The CVCA said Canadian firms attracted $1.65 billion worth of venture capital in the second quarter – down from $5.1 billion the previous year and the lowest level since before the pandemic.

The organization said $6.2 billion in investments were announced in the first half, compared with $7.7 billion in the first six months of 2022. The CVCA called 2021 “an outlier in terms of Canadian VC investment,” adding the first half of this year is seeing “a normalizing of Canadian VC activities, more consistent with pre-pandemic levels.”

While Ottawa was shut out of CPE’s list, it did manage to squeak in to the No. 8 spot in the CVCA’s list of top 10 Canadian VC cities, with local firms landing a total of $23 million across eight deals in the first half of 2022.

CVCA chief executive Kim Furlong said investors are taking “a cautious approach, deploying dollars more slowly and rethinking strategy” as a result of factors such as rising interest rates that are driving up the cost of capital after a sustained stretch of historically low rates.

“The fundraising environment has shifted slightly,” she wrote in the report. “While institutional investors are staying the course, family offices, high net worth individuals, who have seen their public portfolio value decrease, are treading lightly.

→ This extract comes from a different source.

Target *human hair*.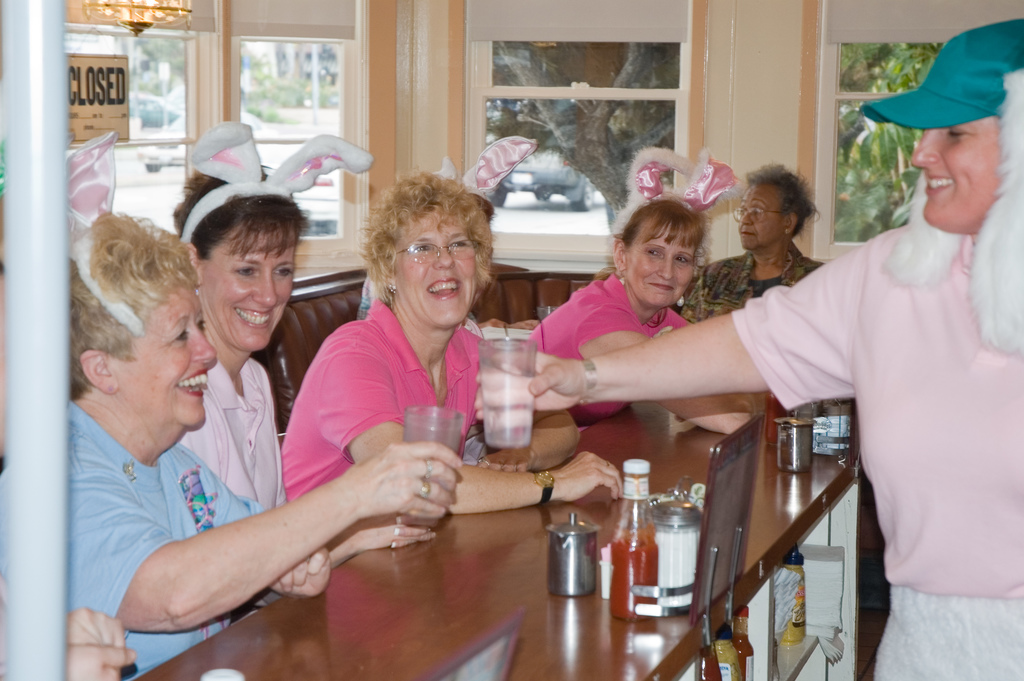
Target region: 362, 161, 499, 319.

We’re seeing the same trend lines around the world as market volatility, inflation and interest rate pressures are impacting the investment landscape.”

Incomplete picture

Yet while both reports offer a compelling snapshot of the country’s VC scene, they don’t tell the whole story.

CPE Analytics tracks equity and debt financing from a range of sources, including angel investors, VC firms, private equity firms and law firms, while the CVCA relies on data submitted by venture capital and private equity firms to determine its rankings – meaning not all deals are necessarily included in the reports’ tallies.

Ottawa-based software unicorn Assent, for example, announced in early January it raised $445 million in fresh venture capital, among the largest rounds in the city’s history. But that investment was led by Texas-based Vista Equity Partners, which did not take part in the CVCA’s survey.

In addition, CPE does not factor funding it deems to be “growth equity” – that is, investments from private equity firms that are taking significant ownership stakes in mature companies such as Assent that have moved beyond the startup stage – into its calculations.

Meanwhile, a major Ottawa-based law firm once again cracked the list of top Canadian firms catering to VC deals, according to CEP’s latest report. 

LaBarge Weinstein LLP was involved in six financing transactions in the first half of the year for a total deal value of $27 million, the fifth-highest total of any firm in the country.